Not being able to trace through your code while doing a Mono port of an ASP.NET application can seriously hamper productivity. Until the Mono debugger is finally ready for prime time, we'll have to debug the old-school way.
One easy way of getting debug output from a Mono application is to simply use Console.WriteLine. If you're running your ASP.NET application through XSP2, the console output will be visible from the terminal that XSP was run in.
.NET supports using TraceListeners for capturing System.Configuration.Debug output. There is a handy ConsoleTraceListener that will convert all calls to Debug.WriteLine to console calls. This would be fantastic for Mono usage, but alas, Mono does not appear to support TraceListeners at all! My tests have shown that the overridden abstract methods in a TraceLister descendant are never called.
UPDATE: Seems my assumptions about TraceListeners not working in Mono was a bit premature, but not all that far off the mark.
As it turns out, TraceListeners do work, but only when you're running an application that has debugging enabled. This is the expected behaviour, and .NET follows the same guidelines.
However, when running a "Web Site" project (one that hasn't been pre-compiled), Mono still seems to have some issues. If you set the <compilation debug="true"> flag in the Web.config file, the application should be build with debug symbols and all debug output should function as expected. I've confirmed this to work on .NET, but am unable to get this working with XSP2 (Windows or Linux). The debug output does work however if you use a pre-compiled web site (i.e. ASP.NET Web Application in Visual Studio) compiled under the Debug configuration.
The Mono ASP.NET page suggests doing the following:
$ MONO_OPTIONS=--debug xsp2
Listening on port: 8080 (non-secure)
Listening on address: 0.0.0.0
Root directory: /tmp/us
Hit Return to stop the server.
This hasn't worked for me however. If anyone knows what I'm doing wrong here, please drop me a line and let me know!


■ **WHAT THIS TASK INVOLVES**: When a line below contains the string "content", show that line.

■ **SUPPLIED MATERIAL**:
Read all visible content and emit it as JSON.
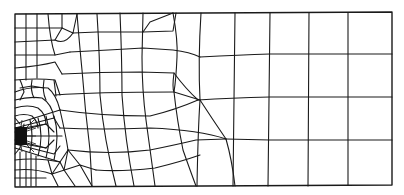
{
  "diagram": {
    "type": "finite-element-mesh",
    "stroke_color": "#1a1a1a",
    "background_color": "#ffffff",
    "singular_point_fill": "#111111",
    "domain_bounds": {
      "left": 15,
      "top": 13,
      "right": 392,
      "bottom": 185
    },
    "refinement_point": {
      "x": 18,
      "y": 136
    },
    "coarse_region": {
      "vertical_lines_x": [
        235,
        270,
        309,
        348,
        392
      ],
      "horizontal_lines_y": [
        13,
        54,
        97,
        140,
        185
      ]
    }
  }
}
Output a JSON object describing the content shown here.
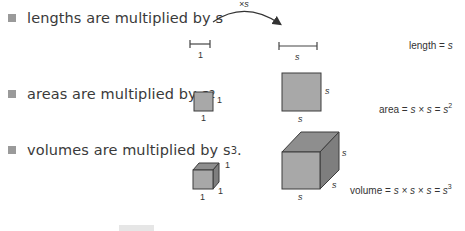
{
  "bullets": [
    {
      "text": "lengths are multiplied by s",
      "exp": ""
    },
    {
      "text": "areas are multiplied by s",
      "exp": "2"
    },
    {
      "text": "volumes are multiplied by s",
      "exp": "3",
      "suffix": "."
    }
  ],
  "arrow": {
    "label": "×s"
  },
  "length_diagram": {
    "small_label": "1",
    "large_label": "s"
  },
  "area_diagram": {
    "small_side": "1",
    "small_bottom": "1",
    "large_side": "s",
    "large_bottom": "s"
  },
  "volume_diagram": {
    "small_side": "1",
    "small_depth": "1",
    "small_bottom": "1",
    "large_side": "s",
    "large_depth": "s",
    "large_bottom": "s"
  },
  "formulas": {
    "length": {
      "lhs": "length = ",
      "rhs": "s"
    },
    "area": {
      "lhs": "area = ",
      "rhs": "s × s = s",
      "exp": "2"
    },
    "volume": {
      "lhs": "volume = ",
      "rhs": "s × s × s = s",
      "exp": "3"
    }
  },
  "colors": {
    "fill": "#a8a8a8",
    "top": "#8e8e8e",
    "side": "#7e7e7e",
    "stroke": "#3c3c3c",
    "bullet": "#9a9a9a"
  }
}
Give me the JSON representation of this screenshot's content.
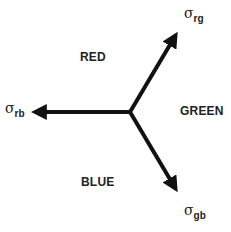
{
  "diagram": {
    "regions": [
      {
        "label": "RED"
      },
      {
        "label": "GREEN"
      },
      {
        "label": "BLUE"
      }
    ],
    "arrows": [
      {
        "symbol": "σ",
        "subscript": "rg"
      },
      {
        "symbol": "σ",
        "subscript": "rb"
      },
      {
        "symbol": "σ",
        "subscript": "gb"
      }
    ]
  }
}
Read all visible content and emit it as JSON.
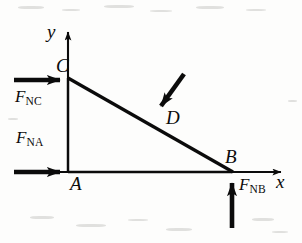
{
  "figure": {
    "type": "free-body-diagram",
    "background_color": "#fdfdfc",
    "ink_color": "#0b0b0b"
  },
  "axes": {
    "x_label": "x",
    "y_label": "y",
    "origin_label": "A",
    "x_axis": {
      "from_x": 14,
      "to_x": 288,
      "y": 172
    },
    "y_axis": {
      "x": 68,
      "from_y": 172,
      "to_y": 25
    }
  },
  "points": [
    {
      "name": "A",
      "label": "A",
      "x": 68,
      "y": 172,
      "label_dx": 4,
      "label_dy": 16
    },
    {
      "name": "B",
      "label": "B",
      "x": 232,
      "y": 172,
      "label_dx": -2,
      "label_dy": -8
    },
    {
      "name": "C",
      "label": "C",
      "x": 68,
      "y": 78,
      "label_dx": -8,
      "label_dy": -8
    },
    {
      "name": "D",
      "label": "D",
      "x": 152,
      "y": 117,
      "label_dx": 14,
      "label_dy": 10
    }
  ],
  "shape": {
    "name": "triangle-ABC",
    "vertices": "A(68,172) C(68,78) B(232,172)",
    "hypotenuse": "C to B"
  },
  "forces": [
    {
      "id": "FNC",
      "symbol": "F",
      "subscript": "NC",
      "applied_at": "C",
      "direction": "right",
      "tail_x": 14,
      "tail_y": 80,
      "head_x": 67,
      "head_y": 80,
      "label_x": 16,
      "label_y": 90
    },
    {
      "id": "FNA",
      "symbol": "F",
      "subscript": "NA",
      "applied_at": "A",
      "direction": "right",
      "tail_x": 14,
      "tail_y": 172,
      "head_x": 67,
      "head_y": 172,
      "label_x": 17,
      "label_y": 131
    },
    {
      "id": "FNB",
      "symbol": "F",
      "subscript": "NB",
      "applied_at": "B",
      "direction": "up",
      "tail_x": 232,
      "tail_y": 228,
      "head_x": 232,
      "head_y": 174,
      "label_x": 240,
      "label_y": 176
    },
    {
      "id": "FD",
      "symbol": "",
      "subscript": "",
      "applied_at": "D",
      "direction": "down-left perpendicular to incline",
      "tail_x": 184,
      "tail_y": 74,
      "head_x": 153,
      "head_y": 117,
      "label_x": 0,
      "label_y": 0
    }
  ],
  "colors": {
    "ink": "#0b0b0b",
    "paper": "#fdfdfc",
    "speck": "#c9c9c6"
  }
}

■ **RESPONSE**:
Read all visible content and emit it as JSON.
Output a JSON object describing the content shown here.
Give me the JSON representation of this screenshot's content.
Read all visible content and emit it as JSON.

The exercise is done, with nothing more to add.